In early 2001, ground was broken for the construction of several additional churches on a parcel of land in Jebel Ali donated by the government of Dubai for four Protestant congregations and a Roman Catholic congregation. Construction on the first Greek Orthodox Church in Dubai (to be called St. Mary's) would begin at the end of 2005, members of the Eastern Orthodox Christian community in the UAE have had to use churches of other denominations for services, until General Sheikh Mohammad Bin Rashid Al Maktoum, Dubai Crown Prince and UAE Defence Minister, donated a plot of land in Jebel Ali.

Apart from donated land for the construction of churches and other religious facilities, including cemeteries, non-Muslim groups are not supported financially or subsidised by the government. However, they are permitted to raise money from among their congregants and to receive financial support from abroad. Christian churches are permitted to openly advertise certain church functions, such as memorial services, in the press.
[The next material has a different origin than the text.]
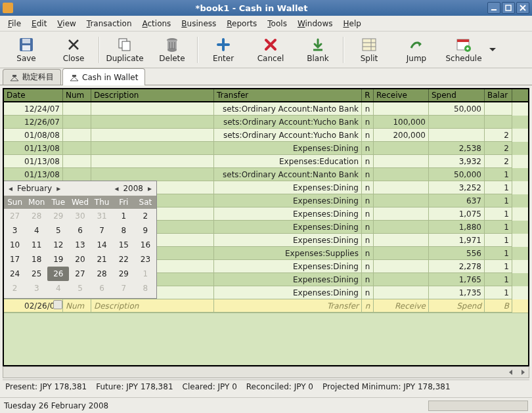 The image size is (532, 413). I want to click on menu-view: View, so click(66, 24).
Oil reserves in Dubai are less than one-twentieth that of the emirate of Abu Dhabi, and oil income is now only a small proportion of the city's income.

Dubai and its twin across the Dubai creek, Deira (independent at that time), became important ports of call for Western manufacturers. Most of the new city's banking and financial centers were headquartered in the port area. Dubai maintained its importance as a trade route through the 1970s and 1980s. The city of Dubai has a free trade in gold and until the 1990s was the hub of a "brisk smuggling trade" of gold ingots to India, where gold import was restricted.

Today, Dubai is an important tourist destination and port (Jebel Ali, constructed in the 1970s, has the largest man-made harbour in the world), but also increasingly developing as a hub for service industries such as IT and finance, with the new Dubai International Financial Centre (DIFC). Transport links are bolstered by its rapidly-expanding Emirates Airline, founded by the government in 1985 and still state-owned; based at Dubai International Airport, it carries over 12M passengers a year.

The government has set up industry-specific free zones throughout the city. Dubai Internet City, now combined with Dubai Media City as part of TECOM (Dubai Technology, Electronic Commerce and Media Free Zone Authority) is one such enclave whose members include IT firms such as EMC Corporation, Oracle Corporation, Microsoft, and IBM, and media organisations such as MBC, CNN, Reuters, ARYand AP. Dubai Knowledge Village (KV) is an education and training hub is also set up to complement the Free Zone’s other two clusters, Dubai Internet City and Dubai Media City, by providing the facilities to train the clusters' future knowledge workers.